To adapt, Pinterest under Ready has rolled out an ambitious series of innovations designed to redefine what discovery and search feel like on the platform. Among these offerings is an AI-driven feature that tailors results based on a user’s unique characteristics such as body shape, skin tone, and hair type—an acknowledgment of the importance of representation and personalization in digital experiences. In May, Pinterest unveiled an expanded suite of visual search capabilities that allow users to identify and shop items directly from images they admire. The process is intuitive: imagine pinning an interior-design photo to your board. With one click, you can now zoom into a lamp featured in that image to instantly find exact or similar products available for purchase. This seamless interplay of inspiration and transaction exemplifies Ready’s vision of merging imagination with intent.

These advanced search tools have also reshaped Pinterest’s commercial ecosystem. The company’s advertising model increasingly centers around what marketers call lower-funnel ads—campaigns designed to translate browsing into immediate purchases.
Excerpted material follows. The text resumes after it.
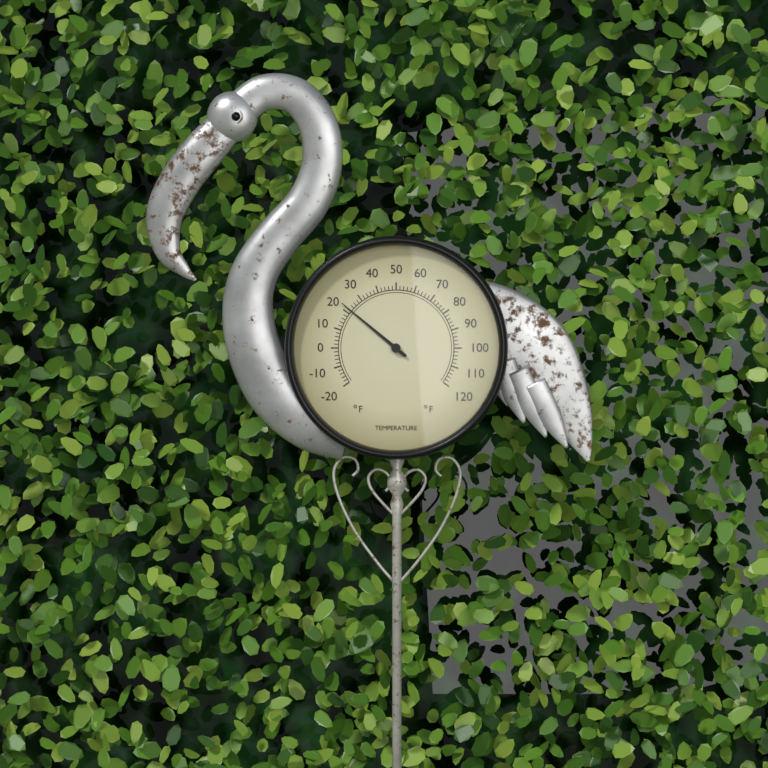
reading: 22 °F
Ready revealed that such ads now constitute roughly two-thirds of Pinterest’s total business. Analysts have taken notice as well. Forrester’s Evelyn Mitchell-Wolf told Business Insider that search activity provides the crucial behavioral data fueling Pinterest’s ad engine, making the platform “a very attractive, high-intent surface” for advertisers eager to reach consumers who are already close to making decisions.

Artificial intelligence further enriches this ecosystem by continuously learning from user tastes and preferences. Pinterest’s AI-powered shopping assistant, launched officially in October, embodies this fusion: users can interact with it through text or voice to refine ideas, seek inspiration, and navigate product options. As Ready explained, the assistant functions like a personal stylist or design consultant—an adaptive guide fine-tuned to each user’s aesthetic instincts. Former Pinterest executive Kamran Ansari underscored the importance of this approach, observing that search activities indicate the strongest form of customer intent. He compared Pinterest’s opportunity to Google’s monumental success, noting that the latter’s dominance—and its trillion-dollar valuation—was built on the unmatched power of search as an indicator of consumer behavior.

Ready, having spent more than two years at Google before joining Pinterest, uniquely understands what is at stake. Despite Google’s near-total hold on traditional search—retaining roughly 90% of market share, according to Cloudflare—he sees cracks in that monopoly. A March EMARKETER survey found that while 93% of U.S. consumers still used Google within the past year, a growing share of users now turn to other search alternatives across commerce and entertainment. Amazon, Walmart, YouTube, and TikTok each command meaningful slices of user attention, reflecting a fragmented landscape where the definition of “search” extends far beyond typing words into a box. “The future of search is more up for grabs than it has been in the last twenty-five years,” Ready observed, characterizing this as a historical opening for innovation.

Recent research by McKinsey supports this perspective. Roughly half of surveyed U.S. consumers said they actively seek out AI-powered search engines, with most of them identifying such tools as their primary digital source for purchase decisions. As generative AI platforms like ChatGPT and Perplexity mount challenges to Google’s dominance in generalized search, Pinterest aims to solidify its prominence within a more specialized niche—visual search—where imagery, context, and emotional resonance form the foundation of the user experience. Through this nuanced and forward-looking focus, Ready hopes to position Pinterest at the intersection of creativity and commerce, redefining what it means to discover, imagine, and act in the digital age.